While Canone Aureo embodies order, the Segni Primari (Primary Marks) and Contaminazioni (Contaminations) series explore the realms of chaos and freedom. In Segni Primari, Griffa focuses on essential gestures: simple brushstrokes, bands of colour, dots, and commas. The raw, unframed canvas plays a central role, its folds and imperfections preserving the memory of time. Griffa intentionally leaves portions of the surface bare, creating space for emptiness and suggestion - an open invitation for viewers to complete the work with their imagination. This “unfinished” approach, as Griffa describes it, restores the dynamic, process-oriented nature of painting.

In Contaminazioni, Griffa takes this concept further. Here, primary marks intersect and blend, evoking a kind of "biology" of painting. Inspired by Matisse, Griffa eschews purity in favour of complexity and fusion. Broken lines, curves, and straight edges converge in unexpected configurations. For Griffa, contamination is not an aberration but a natural law - a vital principle that governs both biological evolution and artistic creation.

Griffa does not seek to provide answers; instead, he encourages us to ask questions. His canvases, suspended between order and chaos, time and timelessness, remind us that art is not an act of control but an open dialogue with the unknown. Like the golden ratio itself, Griffa’s painting endlessly folds back upon itself, never settling, offering us a present that, perhaps, has no true end.

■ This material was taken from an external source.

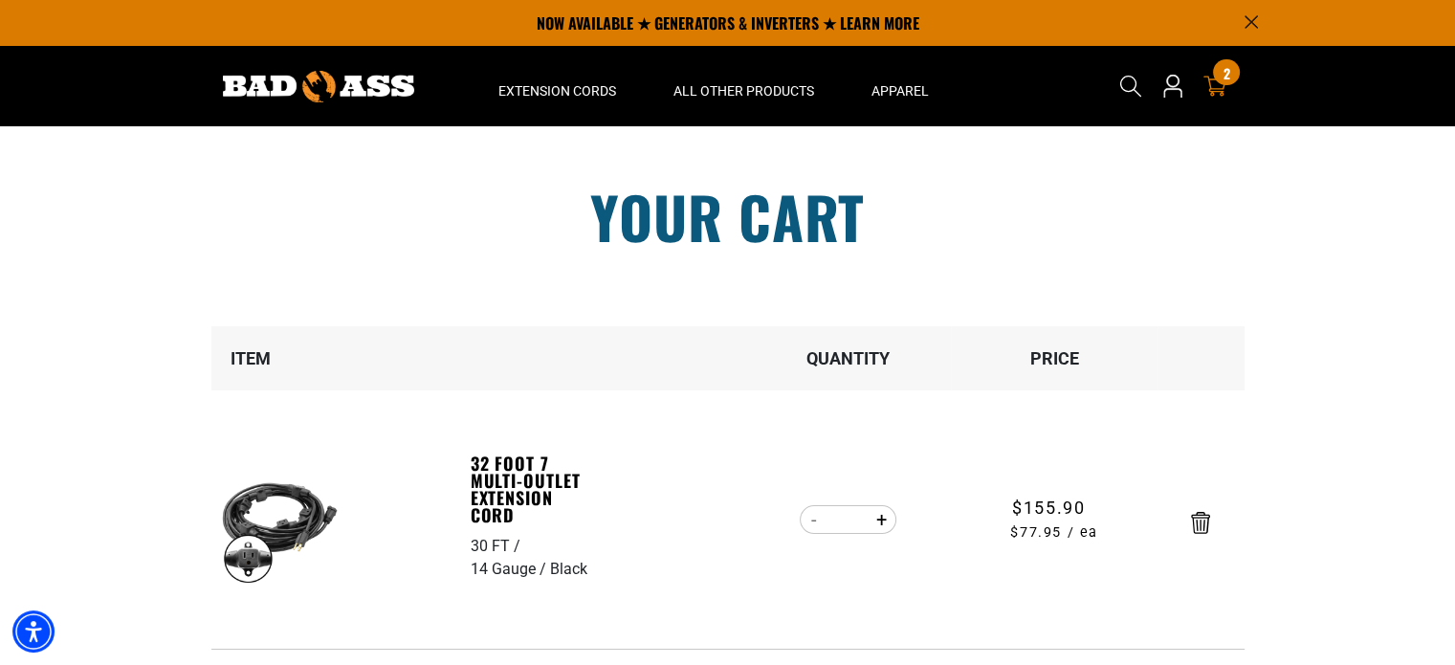  Describe the element at coordinates (557, 91) in the screenshot. I see `span: Extension Cords` at that location.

In Segni primari, Giorgio Griffa began exploring the elemental essence of painting, focusing on the act of mark-making as a universal gesture. This series originated in 1968, a pivotal moment when Griffa decided to strip painting down to its most fundamental components: signs that transcend individuality, embodying the collective memory of humanity.

Each work is composed of simple, repeated marks—vertical, horizontal, or diagonal strokes—left deliberately incomplete on unstretched canvases. The empty spaces between these marks create a rhythm that reflects the continuity of time and the traces of human presence. Griffa described these impersonal signs as belonging to “any hand,” a radical departure from the artist’s traditional role as the unique author of meaning.

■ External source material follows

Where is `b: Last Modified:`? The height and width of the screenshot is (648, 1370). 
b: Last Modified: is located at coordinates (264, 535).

The use of unstretched canvases further reinforces this egalitarian ethos. Griffa’s decision to leave folds and creases intact transforms the canvas into more than a mere support; it becomes an integral part of the artwork, carrying its memory of being stored, handled, and unfolded. These subtle details invite the viewer to engage not only with the painted marks but also with the materiality and history of the canvas itself.

Segni primari celebrates the delicate balance between the known and the unknown, the visible and the hidden. Each sign is a narrative in itself, embodying the ancient relationship between humanity and the act of creation. At the same time, the unfinished quality of these works resists closure, leaving space for interpretation and inviting the viewer into an ongoing dialogue with the painting.

Griffa’s minimalist yet profound approach resonates with the timeless rhythm of human experience, making Segni primari a cornerstone of his practice and a touchstone for understanding his broader artistic vision.

Disordine marks the thirteenth cycle in Giorgio Griffa’s practice, a profound exploration of disorder as an essential principle of existence and creation. In this series, the artist examines the transition from order to its inevitable transformation, embracing entropy as a generative force.

Griffa approaches disorder not as a lack of structure but as the engine of new equilibria: a cyclical process where order gives rise to disorder, and disorder, in turn, generates new forms of order. It is a homage to the boundless, undefined energy that shapes our universe, where space and time are not preconditions but consequences of its motion.

The works in Disordine are labeled with progressive combinations of letters, much like license plates. The cycle begins with Disorder AA, Disorder AB, and so forth. Should the series reach ZZ, it will continue with three letters, starting from AAA. With Disordine, Griffa captures the essence of a cosmic intelligence in perpetual evolution, where every act of disorder becomes the origin of a new representation of the world.